Katherine Filice is an abstract artist based in Northern California whose practice is rooted in direct material collaboration with the natural world. Working with ink, oil, charcoal, earth pigments, and found organic materials, she makes paintings shaped as much by landscape, time, and living process as by her own hand. Central to her practice is a method of burying raw canvas in forest environments and excavating it after a year or more — allowing soil, moisture, roots, and seasonal change to mark the surface before she returns to it in the studio. Art writer Nancy Kay Turner has described the resulting works as "sensuous, tactile, and provocative."

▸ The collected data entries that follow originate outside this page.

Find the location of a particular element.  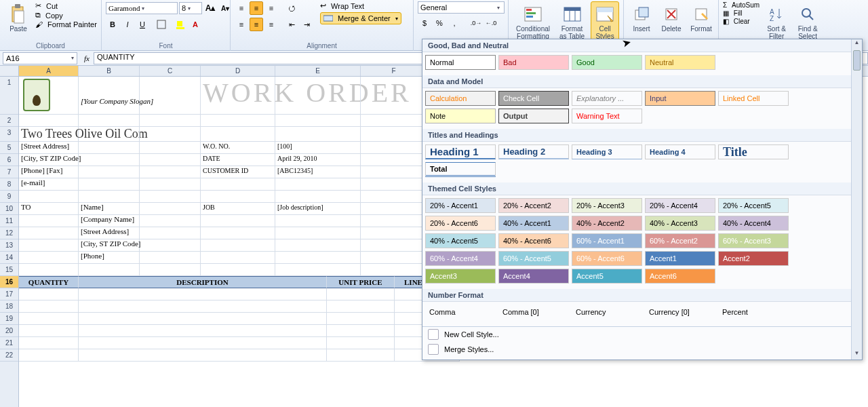

row-header: 2 is located at coordinates (9, 121).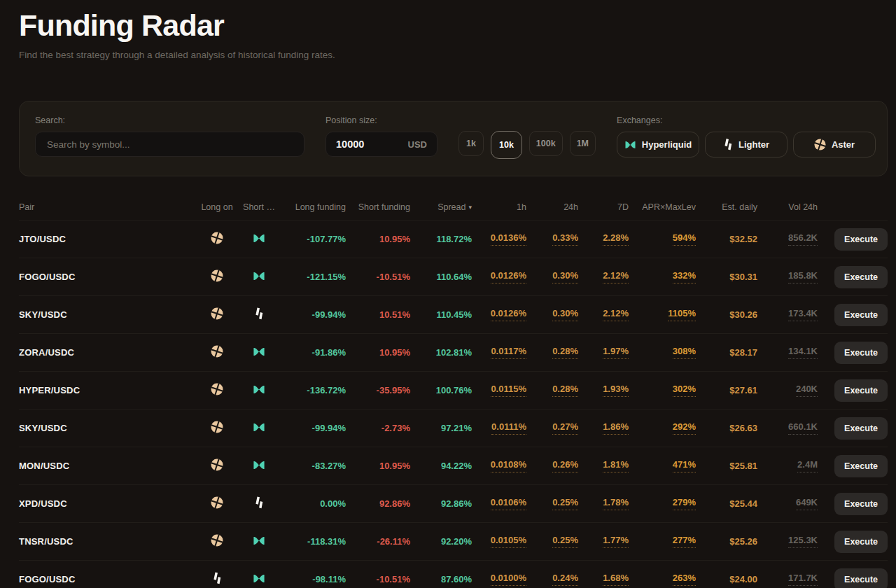 Image resolution: width=896 pixels, height=588 pixels. I want to click on rate-24h-cell-value: 0.24%, so click(566, 580).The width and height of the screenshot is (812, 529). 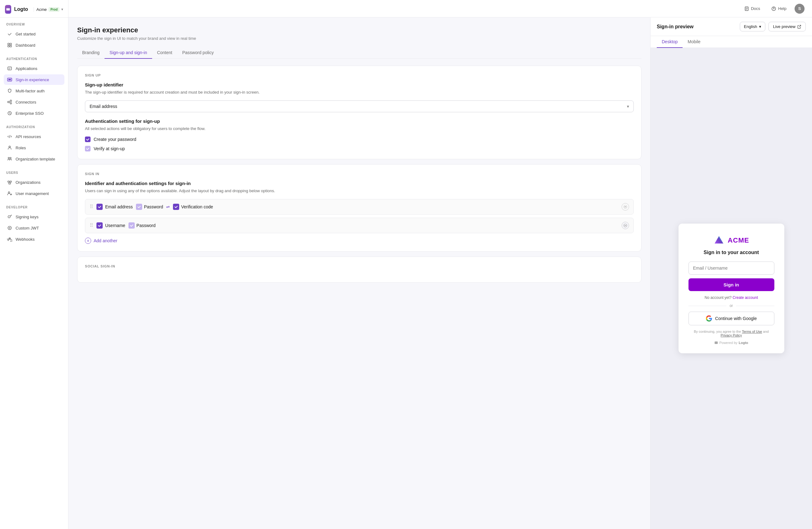 I want to click on signin-experience-icon, so click(x=10, y=80).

Her practice has been shaped by sustained mentorship from New York painter Michael David and by deep engagement with the critical community through the Yellow Chair Salon and NYC Crit Club programs. She is a Kipaipai Fellow. Before devoting herself fully to painting, Filice founded and led a creative studio in Silicon Valley for over thirty years — a foundation that informs her rigorous approach to visual problem-solving and her long attention to the relationship between making and meaning.

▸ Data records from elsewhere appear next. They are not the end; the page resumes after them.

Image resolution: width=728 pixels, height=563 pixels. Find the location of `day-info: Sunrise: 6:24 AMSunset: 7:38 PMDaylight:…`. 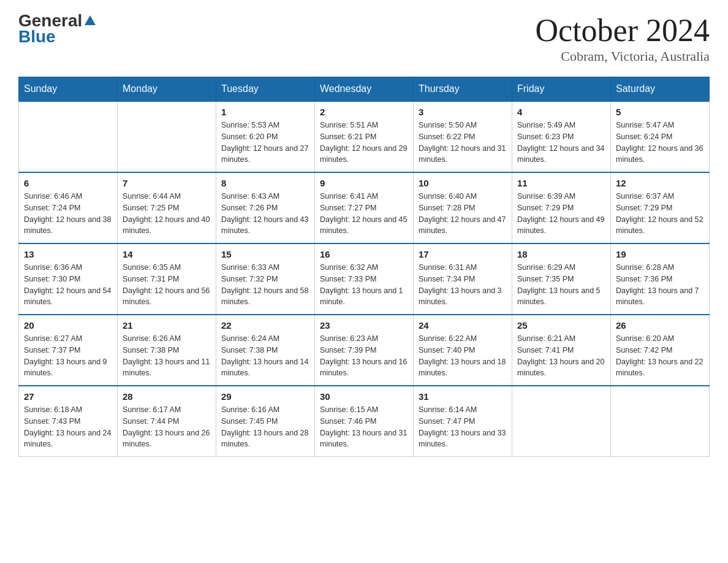

day-info: Sunrise: 6:24 AMSunset: 7:38 PMDaylight:… is located at coordinates (265, 356).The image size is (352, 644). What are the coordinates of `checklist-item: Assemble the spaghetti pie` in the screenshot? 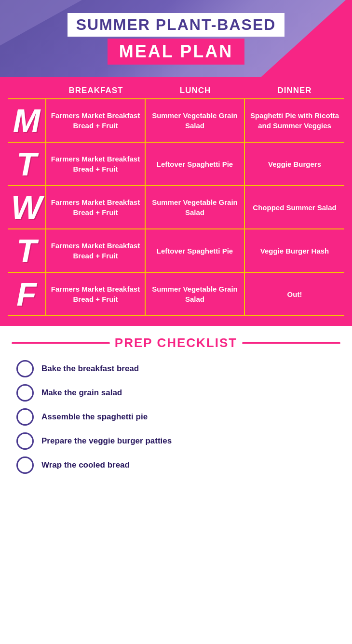 It's located at (176, 417).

Filice's work has been exhibited in solo and group exhibitions throughout the United States, Europe, and Asia, and is held in private and corporate collections worldwide. Solo exhibitions include The Nature of Things at Be Seen Gallery, Lost in the Woods at the Pacific Art League, and Lost & Found at 1202 Contemporary. Her work has been included in the Monterey Museum of Art Biennial, the Triton Museum of Art, the New Museum Los Gatos, and art fairs including the San Francisco Art Fair, LA Art Show, Atlanta Art Fair, and Aqua Art Miami. An exhibition at the Sasse Museum of Art is forthcoming in 2026.
Statement
My practice is centered on a material dialogue with the forest. Each work begins as an encounter, with ink, sculpted paper, mica, ground stone, paint, and found natural elements layered with marks that carry both intention and accident. I often bury raw canvas for seasons at a time, allowing soil, weather, and time to leave their own record. These processes create substrates shaped as much by the land as by my hand.
The forests of Northern California are not so much subjects as collaborators. Bark fragments, beetle-carved patterns, and other natural forms become structural components, shifting the work into a space where drawing, painting, and sculpture converge. Through these materials, I consider how place holds memory and how the natural world journals events in ways we often overlook.

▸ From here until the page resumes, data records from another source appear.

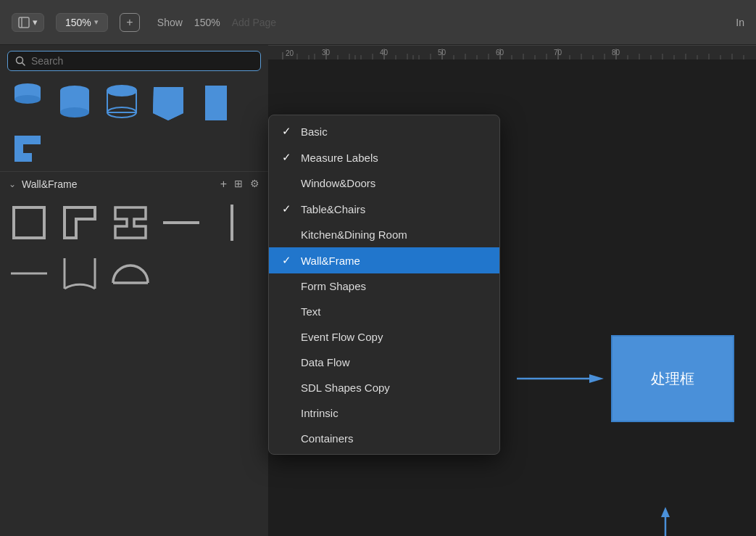 The height and width of the screenshot is (536, 756). I want to click on dropdown-item-window-doors: Window&Doors, so click(384, 183).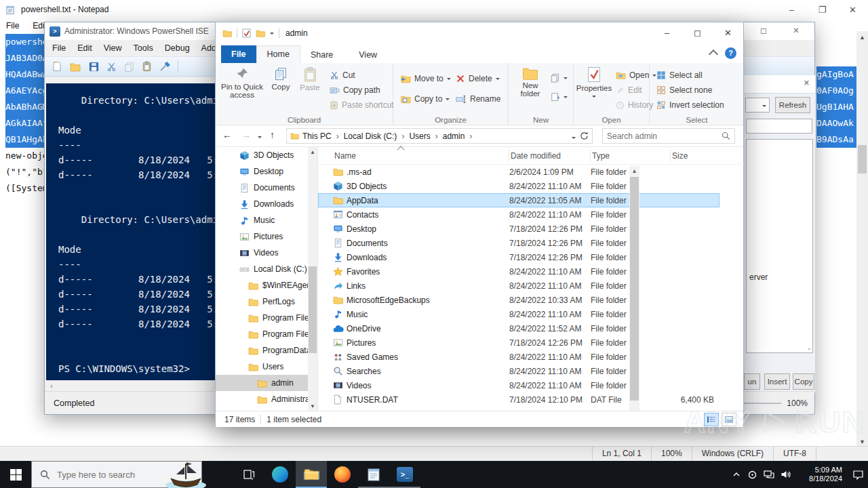 The image size is (868, 488). Describe the element at coordinates (736, 474) in the screenshot. I see `hidden-icons-chevron` at that location.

I am interested in the thresholds between what is visible and what is lost, how surfaces store histories, how remnants become evidence, and how connection can be sensed. The resulting works behave as layered documents: part artifact, part gesture, and part ecological and spiritual record.
Rather than answering the question "Where are we?" my work proposes that location, both physical and spiritual, is porous. We exist within multiple spaces at once: the remembered, the felt, the inherited, and the unseen.